Part history lesson followed by re-enactments with actors, this film depicts the history of witchcraft from its earliest days through to the present day (in this case,1922 or thereabouts). The result is a documentary-like film that must be among the first to use re-enactments as a visual and narrative tool. From pagan worship to satanic rites to hysteria, the film takes you on a journey through the ages with highly effective visual sequences.


A boy preacher named Isaac goes to Gatlin, Nebraska and gets all the children to murder every adult in town. A young couple on a road trip stop in Gatlin to report a murder and seek help, but the town seems deserted. They are soon trapped in Gatlin with little chance of getting out alive.

This film contains four distinct, separate stories. "Black Hair": A poor samurai who divorces his true love to marry for money, but finds the marriage disastrous and returns to his old wife, only to discover something eerie about her. "The Woman in the Snow": Stranded in a snowstorm, a woodcutter meets an icy spirit in the form of a woman spares his life on the condition that he never tell anyone about her. A decade later he forgets his promise. "Hoichi the Earless": Hoichi is a blind musician, living in a monastery who sings so well that a ghostly imperial court commands him to perform the epic ballad of their death battle for them. But the ghosts are draining away his life, and the monks set out to protect him by writing a holy mantra over his body to make him invisible to the ghosts. But they've forgotten something. "In a Cup of Tea": a writer tells the story of a man who keep seeing a mysterious face reflected in his cup of tea.

Rosaleen (Sarah Patterson) is a teenager, living in a country house in England with her family in the present days, and having a nightmare with wolves and werewolves in the Middle Ages. In her dream, her boring sister is dead, she lives with her father and her mother, but she spends lots of time with her lovely grandmother. Granny (Dame Angela Lansbury) tells her many stories of werewolf and gives her the following advice: "- Never stray from the path in the woods, never eat a windfall apple, and never trust a man whose eyebrows meet." One day, Rosaleen, while going to visit her grandmother, meets a handsome man and bets who would arrive first at her granny's house. Soon she finds who he is.

In the Fourteenth Century, during a civil war in Japan, a middle-aged woman and her daughter-in-law survive in a hut in a field of reed killing warriors and soldiers to trade their possessions for food. When their neighbor Hachi defects from the war and returns home, they learn that their son and husband Kichi died while stealing supplies from farmers. Soon Hachi seduces the young widow and she sneaks out of her hut every night to have sex with him.
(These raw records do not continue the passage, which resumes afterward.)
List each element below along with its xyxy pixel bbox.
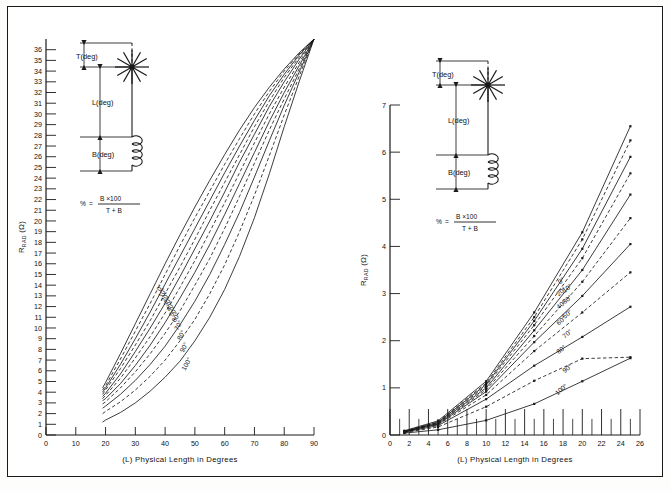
data-point xyxy=(403,432,405,434)
curve-label-100deg: 100° xyxy=(554,382,569,396)
data-point xyxy=(581,248,583,250)
y-tick-label: 28 xyxy=(34,131,42,140)
y-tick-label: 32 xyxy=(34,88,42,97)
data-point xyxy=(533,311,535,313)
y-tick-label: 6 xyxy=(382,148,386,157)
dim-arrow xyxy=(81,40,86,45)
x-tick-label: 60 xyxy=(221,439,229,448)
formula-numerator: B ×100 xyxy=(456,213,477,220)
y-tick-label: 1 xyxy=(38,420,42,429)
data-point xyxy=(485,394,487,396)
data-point xyxy=(581,269,583,271)
data-point xyxy=(437,429,439,431)
y-tick-label: 15 xyxy=(34,270,42,279)
dim-arrow xyxy=(97,169,102,174)
y-tick-label: 7 xyxy=(38,356,42,365)
y-tick-label: 3 xyxy=(382,289,386,298)
x-tick-label: 0 xyxy=(388,439,392,448)
y-tick-label: 2 xyxy=(38,409,42,418)
x-tick-label: 30 xyxy=(131,439,139,448)
data-point xyxy=(629,217,631,219)
y-tick-label: 6 xyxy=(38,366,42,375)
data-point xyxy=(533,320,535,322)
y-tick-label: 36 xyxy=(34,45,42,54)
y-tick-label: 23 xyxy=(34,184,42,193)
x-tick-label: 24 xyxy=(617,439,625,448)
data-point xyxy=(437,426,439,428)
curve-20deg xyxy=(404,157,630,431)
curve-80deg xyxy=(404,307,630,432)
y-tick-label: 29 xyxy=(34,120,42,129)
dim-arrow xyxy=(437,58,442,63)
y-tick-label: 31 xyxy=(34,99,42,108)
diagram-label-L: L(deg) xyxy=(92,98,113,107)
data-point xyxy=(485,419,487,421)
curve-60deg xyxy=(103,39,314,401)
data-point xyxy=(629,306,631,308)
data-point xyxy=(581,281,583,283)
data-point xyxy=(581,380,583,382)
x-tick-label: 4 xyxy=(426,439,430,448)
curve-label-text: 100° xyxy=(554,382,569,396)
diagram-label-L: L(deg) xyxy=(448,116,469,125)
x-tick-label: 12 xyxy=(501,439,509,448)
y-tick-label: 0 xyxy=(38,431,42,440)
y-tick-label: 4 xyxy=(38,388,42,397)
diagram-label-B: B(deg) xyxy=(448,168,470,177)
curve-40deg xyxy=(103,39,314,396)
x-tick-label: 20 xyxy=(102,439,110,448)
y-tick-label: 25 xyxy=(34,163,42,172)
dim-arrow xyxy=(453,187,458,192)
y-axis-label-text: RRAD (Ω) xyxy=(17,221,27,253)
formula-numerator: B ×100 xyxy=(100,195,121,202)
data-point xyxy=(629,125,631,127)
diagram-label-T: T(deg) xyxy=(76,52,98,61)
x-tick-label: 6 xyxy=(446,439,450,448)
data-point xyxy=(581,336,583,338)
data-point xyxy=(485,406,487,408)
formula-denominator: T + B xyxy=(106,207,122,214)
data-point xyxy=(581,231,583,233)
y-tick-label: 9 xyxy=(38,334,42,343)
curve-label-text: 80° xyxy=(555,343,567,355)
formula-percent: % xyxy=(436,218,442,225)
x-tick-label: 90 xyxy=(310,439,318,448)
y-tick-label: 20 xyxy=(34,217,42,226)
data-point xyxy=(629,271,631,273)
figure-container: 0123456789101112131415161718192021222324… xyxy=(0,0,670,491)
y-tick-label: 35 xyxy=(34,56,42,65)
curve-label-70deg: 70° xyxy=(561,327,573,339)
y-tick-label: 24 xyxy=(34,174,42,183)
y-tick-label: 11 xyxy=(35,313,42,322)
x-tick-label: 50 xyxy=(191,439,199,448)
x-tick-label: 2 xyxy=(407,439,411,448)
y-tick-label: 33 xyxy=(34,77,42,86)
y-axis-label: RRAD (Ω) xyxy=(17,221,27,253)
formula-equals: = xyxy=(89,200,93,207)
y-tick-label: 30 xyxy=(34,110,42,119)
data-point xyxy=(485,398,487,400)
dim-arrow xyxy=(453,82,458,87)
y-tick-label: 0 xyxy=(382,431,386,440)
antenna-diagram: T(deg)L(deg)B(deg)%=B ×100T + B xyxy=(432,58,505,232)
x-tick-label: 10 xyxy=(482,439,490,448)
dim-arrow xyxy=(437,83,442,88)
data-point xyxy=(581,257,583,259)
y-tick-label: 19 xyxy=(34,227,42,236)
formula-percent: % xyxy=(80,200,86,207)
y-tick-label: 27 xyxy=(34,142,42,151)
diagram-label-B: B(deg) xyxy=(92,150,114,159)
x-tick-label: 8 xyxy=(465,439,469,448)
curve-50deg xyxy=(103,39,314,399)
y-tick-label: 5 xyxy=(382,195,386,204)
data-point xyxy=(581,358,583,360)
data-point xyxy=(485,380,487,382)
x-tick-label: 0 xyxy=(44,439,48,448)
y-tick-label: 18 xyxy=(34,238,42,247)
y-tick-label: 5 xyxy=(38,377,42,386)
data-point xyxy=(629,243,631,245)
chart-panel-left: 0123456789101112131415161718192021222324… xyxy=(8,7,338,478)
data-point xyxy=(533,341,535,343)
y-tick-label: 26 xyxy=(34,152,42,161)
y-tick-label: 3 xyxy=(38,398,42,407)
When the older woman finds the affair of her daughter-in-law, she pleads with Hachi to leave the young woman with her since she would not be able to kill the warriors without her help. However, Hachi ignores her request and continues to meet the young woman. When a samurai wearing a demon mask stumbles upon the older woman at her hut asking her to guide him out of the field, she lures him and he falls in the pit where she drops the bodies of her victims. She climbs down the hole to take his possessions and his mask, and she finds he is a disfigured man. The she uses the demon mask to haunt her daughter-in-law to keep her away from Hachi. However, when she decides to remove the mask, she has a surprise.
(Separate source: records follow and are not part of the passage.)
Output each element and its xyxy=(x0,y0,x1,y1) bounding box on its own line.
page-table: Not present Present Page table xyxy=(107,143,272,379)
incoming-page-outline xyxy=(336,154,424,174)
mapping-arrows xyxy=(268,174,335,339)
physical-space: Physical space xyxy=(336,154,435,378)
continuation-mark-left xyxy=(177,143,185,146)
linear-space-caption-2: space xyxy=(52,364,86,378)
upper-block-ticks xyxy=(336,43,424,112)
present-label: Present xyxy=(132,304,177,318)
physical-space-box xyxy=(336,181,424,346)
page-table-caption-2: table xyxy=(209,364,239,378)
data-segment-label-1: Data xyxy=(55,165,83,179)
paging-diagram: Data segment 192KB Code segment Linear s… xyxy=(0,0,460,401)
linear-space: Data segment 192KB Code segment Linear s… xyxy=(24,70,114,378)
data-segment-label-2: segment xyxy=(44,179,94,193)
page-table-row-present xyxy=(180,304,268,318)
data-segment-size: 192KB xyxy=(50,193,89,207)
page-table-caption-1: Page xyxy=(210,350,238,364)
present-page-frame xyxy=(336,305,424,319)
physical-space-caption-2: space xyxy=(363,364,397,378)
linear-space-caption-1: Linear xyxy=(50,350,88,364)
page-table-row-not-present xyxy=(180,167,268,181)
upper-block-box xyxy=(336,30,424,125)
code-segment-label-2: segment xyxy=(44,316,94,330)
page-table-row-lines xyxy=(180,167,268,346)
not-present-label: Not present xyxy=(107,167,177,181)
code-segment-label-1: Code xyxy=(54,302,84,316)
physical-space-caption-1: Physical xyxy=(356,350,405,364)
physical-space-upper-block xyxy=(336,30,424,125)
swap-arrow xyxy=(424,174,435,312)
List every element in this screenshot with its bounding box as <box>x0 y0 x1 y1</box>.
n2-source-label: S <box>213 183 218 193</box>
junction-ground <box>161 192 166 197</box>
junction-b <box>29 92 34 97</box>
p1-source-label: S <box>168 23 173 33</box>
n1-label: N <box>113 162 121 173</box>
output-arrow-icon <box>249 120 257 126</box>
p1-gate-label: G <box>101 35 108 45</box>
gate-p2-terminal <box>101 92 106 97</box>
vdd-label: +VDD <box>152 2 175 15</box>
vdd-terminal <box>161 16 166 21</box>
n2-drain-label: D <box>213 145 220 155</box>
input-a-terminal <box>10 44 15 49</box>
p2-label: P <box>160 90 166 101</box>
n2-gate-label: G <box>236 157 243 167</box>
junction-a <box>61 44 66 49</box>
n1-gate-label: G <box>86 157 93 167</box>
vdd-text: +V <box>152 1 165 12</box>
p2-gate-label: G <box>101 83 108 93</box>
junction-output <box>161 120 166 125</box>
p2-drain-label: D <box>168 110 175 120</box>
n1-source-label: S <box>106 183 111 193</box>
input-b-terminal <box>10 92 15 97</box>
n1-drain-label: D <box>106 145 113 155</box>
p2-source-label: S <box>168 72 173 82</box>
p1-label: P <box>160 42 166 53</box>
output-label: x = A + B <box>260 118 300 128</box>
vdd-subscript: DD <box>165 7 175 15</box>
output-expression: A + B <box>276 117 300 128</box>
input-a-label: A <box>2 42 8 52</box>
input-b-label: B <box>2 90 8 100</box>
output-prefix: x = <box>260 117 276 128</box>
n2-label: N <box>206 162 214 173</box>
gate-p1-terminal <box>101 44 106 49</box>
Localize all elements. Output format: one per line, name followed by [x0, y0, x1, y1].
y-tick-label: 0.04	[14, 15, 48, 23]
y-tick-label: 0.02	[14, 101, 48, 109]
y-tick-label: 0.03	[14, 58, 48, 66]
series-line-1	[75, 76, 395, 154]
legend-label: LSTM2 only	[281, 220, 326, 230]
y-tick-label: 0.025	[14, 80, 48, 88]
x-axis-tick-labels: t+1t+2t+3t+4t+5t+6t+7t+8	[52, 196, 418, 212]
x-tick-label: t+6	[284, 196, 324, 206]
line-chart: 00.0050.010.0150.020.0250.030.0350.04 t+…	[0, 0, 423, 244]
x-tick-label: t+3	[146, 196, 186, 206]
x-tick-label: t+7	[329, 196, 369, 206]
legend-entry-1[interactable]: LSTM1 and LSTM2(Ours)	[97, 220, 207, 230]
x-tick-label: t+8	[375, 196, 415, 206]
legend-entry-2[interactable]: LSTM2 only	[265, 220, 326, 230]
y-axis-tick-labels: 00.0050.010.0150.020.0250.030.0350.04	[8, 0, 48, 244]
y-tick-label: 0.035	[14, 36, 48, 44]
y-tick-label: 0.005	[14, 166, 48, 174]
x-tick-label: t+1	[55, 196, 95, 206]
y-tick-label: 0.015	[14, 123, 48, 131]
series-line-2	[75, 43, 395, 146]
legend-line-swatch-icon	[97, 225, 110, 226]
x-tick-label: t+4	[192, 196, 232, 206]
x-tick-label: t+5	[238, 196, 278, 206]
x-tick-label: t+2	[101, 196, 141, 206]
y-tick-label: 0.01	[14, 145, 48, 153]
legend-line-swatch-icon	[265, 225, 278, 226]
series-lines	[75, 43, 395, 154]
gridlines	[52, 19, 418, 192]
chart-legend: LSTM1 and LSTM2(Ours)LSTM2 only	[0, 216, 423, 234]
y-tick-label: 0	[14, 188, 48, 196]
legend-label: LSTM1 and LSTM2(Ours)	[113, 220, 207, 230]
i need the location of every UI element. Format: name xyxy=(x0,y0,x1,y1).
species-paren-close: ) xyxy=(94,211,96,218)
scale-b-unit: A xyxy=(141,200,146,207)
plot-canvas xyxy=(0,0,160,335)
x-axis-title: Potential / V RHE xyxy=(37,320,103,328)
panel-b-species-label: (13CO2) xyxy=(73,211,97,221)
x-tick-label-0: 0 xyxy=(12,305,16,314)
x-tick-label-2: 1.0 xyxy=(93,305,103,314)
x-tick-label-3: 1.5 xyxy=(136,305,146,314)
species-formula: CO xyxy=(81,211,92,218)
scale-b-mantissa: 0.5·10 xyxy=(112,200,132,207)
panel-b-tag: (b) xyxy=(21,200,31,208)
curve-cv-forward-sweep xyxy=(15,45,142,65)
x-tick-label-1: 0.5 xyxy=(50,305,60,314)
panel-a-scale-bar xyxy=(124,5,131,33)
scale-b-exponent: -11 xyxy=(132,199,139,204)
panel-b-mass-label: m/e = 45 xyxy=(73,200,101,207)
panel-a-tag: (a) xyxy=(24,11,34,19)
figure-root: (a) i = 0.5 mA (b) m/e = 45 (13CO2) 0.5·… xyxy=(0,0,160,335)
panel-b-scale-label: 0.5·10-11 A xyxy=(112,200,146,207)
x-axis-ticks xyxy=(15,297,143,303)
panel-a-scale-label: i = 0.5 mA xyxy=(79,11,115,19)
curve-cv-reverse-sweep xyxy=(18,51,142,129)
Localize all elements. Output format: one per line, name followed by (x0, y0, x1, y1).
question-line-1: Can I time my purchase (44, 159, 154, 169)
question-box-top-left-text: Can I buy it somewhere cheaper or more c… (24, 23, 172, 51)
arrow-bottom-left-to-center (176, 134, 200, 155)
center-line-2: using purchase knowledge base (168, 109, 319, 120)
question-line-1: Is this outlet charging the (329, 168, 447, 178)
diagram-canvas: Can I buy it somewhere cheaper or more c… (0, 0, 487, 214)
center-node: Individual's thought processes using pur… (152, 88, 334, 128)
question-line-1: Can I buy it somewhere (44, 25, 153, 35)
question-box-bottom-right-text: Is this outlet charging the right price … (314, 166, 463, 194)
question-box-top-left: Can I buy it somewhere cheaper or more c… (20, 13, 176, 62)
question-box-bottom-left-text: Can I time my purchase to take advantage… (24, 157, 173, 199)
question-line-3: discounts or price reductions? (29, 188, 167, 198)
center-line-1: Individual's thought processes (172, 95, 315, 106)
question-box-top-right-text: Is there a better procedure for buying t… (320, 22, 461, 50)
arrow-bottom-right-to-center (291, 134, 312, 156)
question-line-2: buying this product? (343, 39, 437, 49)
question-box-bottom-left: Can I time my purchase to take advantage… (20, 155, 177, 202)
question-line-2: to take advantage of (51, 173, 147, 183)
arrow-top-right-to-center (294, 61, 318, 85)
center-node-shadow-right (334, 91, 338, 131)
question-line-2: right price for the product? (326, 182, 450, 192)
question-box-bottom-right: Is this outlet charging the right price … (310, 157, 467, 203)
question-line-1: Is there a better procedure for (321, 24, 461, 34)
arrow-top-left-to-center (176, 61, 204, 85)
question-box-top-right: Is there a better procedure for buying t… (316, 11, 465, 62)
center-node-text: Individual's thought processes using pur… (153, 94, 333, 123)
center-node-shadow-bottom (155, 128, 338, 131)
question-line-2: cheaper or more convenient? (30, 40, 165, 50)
A former Hittite (a member of an Amish-like sect) dies in a mysterious tractor "accident", and his widow is left to face the frightening Hittites who view her as "the incubus" and may have sinister designs on her.
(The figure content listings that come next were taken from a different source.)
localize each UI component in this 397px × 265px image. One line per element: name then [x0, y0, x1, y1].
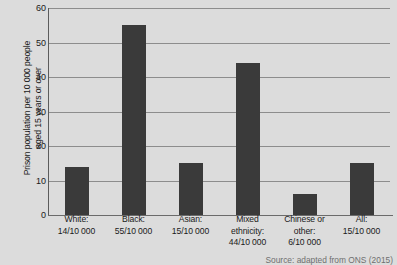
source-note: Source: adapted from ONS (2015): [265, 255, 393, 265]
plot-area: [48, 4, 390, 212]
gridline-40: [48, 77, 390, 78]
clipped-top-caption: [100, 0, 390, 3]
y-axis-line: [48, 8, 49, 216]
bar-3: [236, 63, 260, 215]
y-tick-label-30: 30: [26, 107, 46, 116]
gridline-10: [48, 181, 390, 182]
bar-4: [293, 194, 317, 215]
y-tick-label-40: 40: [26, 73, 46, 82]
y-tick-label-50: 50: [26, 38, 46, 47]
gridline-20: [48, 146, 390, 147]
bar-2: [179, 163, 203, 215]
x-axis-category-labels: White:14/10 000Black:55/10 000Asian:15/1…: [48, 214, 390, 260]
gridline-60: [48, 8, 390, 9]
y-tick-label-20: 20: [26, 142, 46, 151]
y-tick-label-60: 60: [26, 4, 46, 13]
x-category-label-5-line-0: All:: [328, 214, 395, 226]
bar-1: [122, 25, 146, 215]
gridline-50: [48, 43, 390, 44]
x-category-label-5-line-1: 15/10 000: [328, 226, 395, 238]
x-category-label-4-line-2: 6/10 000: [271, 237, 338, 249]
y-tick-label-10: 10: [26, 176, 46, 185]
bar-0: [65, 167, 89, 215]
gridline-30: [48, 112, 390, 113]
x-category-label-5: All:15/10 000: [328, 214, 395, 237]
bar-5: [350, 163, 374, 215]
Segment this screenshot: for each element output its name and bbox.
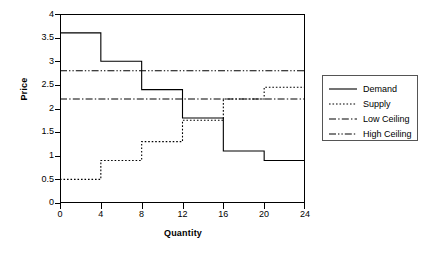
chart-container: Price 4 3.5 3 2.5 2 1.5 1 0.5 0 0 4 8 12… [0,0,436,255]
x-tick-label: 0 [48,210,72,219]
y-tick-label: 1 [28,151,54,160]
legend-item-supply: Supply [323,96,417,111]
legend-swatch-dash-dot-icon [328,114,358,124]
legend-swatch-dash-dot-dot-icon [328,129,358,139]
series-demand-line [60,33,305,161]
legend-label: Supply [358,99,391,109]
y-tick-label: 2.5 [28,80,54,89]
y-tick-label: 2 [28,104,54,113]
x-axis-title: Quantity [60,228,306,238]
x-tick-label: 20 [252,210,276,219]
x-tick-label: 4 [89,210,113,219]
legend-item-low-ceiling: Low Ceiling [323,111,417,126]
legend-label: High Ceiling [358,129,412,139]
legend-label: Demand [358,84,397,94]
legend: Demand Supply Low Ceiling High Ceiling [322,75,418,141]
legend-item-high-ceiling: High Ceiling [323,126,417,141]
plot-area [60,14,305,203]
y-tick-label: 0 [28,198,54,207]
legend-swatch-solid-icon [328,84,358,94]
y-tick-label: 3 [28,57,54,66]
y-tick-label: 0.5 [28,175,54,184]
x-tick-label: 16 [211,210,235,219]
x-tick-label: 12 [171,210,195,219]
x-tick-label: 8 [130,210,154,219]
legend-label: Low Ceiling [358,114,410,124]
y-tick-label: 4 [28,10,54,19]
legend-swatch-dotted-icon [328,99,358,109]
legend-item-demand: Demand [323,81,417,96]
y-tick-label: 3.5 [28,33,54,42]
y-tick-label: 1.5 [28,127,54,136]
x-tick-label: 24 [293,210,317,219]
x-axis-tick-labels: 0 4 8 12 16 20 24 [0,210,436,224]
Dani (Florence Pugh) and Christian (Jack Reynor) are a young American couple with a relationship on the brink of falling apart. But after a family tragedy keeps them together, Christian invites a grieving Dani to join him and his friends on a trip to a once-in-a-lifetime midsummer festival in a remote Swedish village. What begins as a carefree summer holiday in the North European land of eternal sunlight takes a sinister turn when the insular villagers invite their guests to partake in festivities that render the pastoral paradise increasingly unnerving and viscerally disturbing.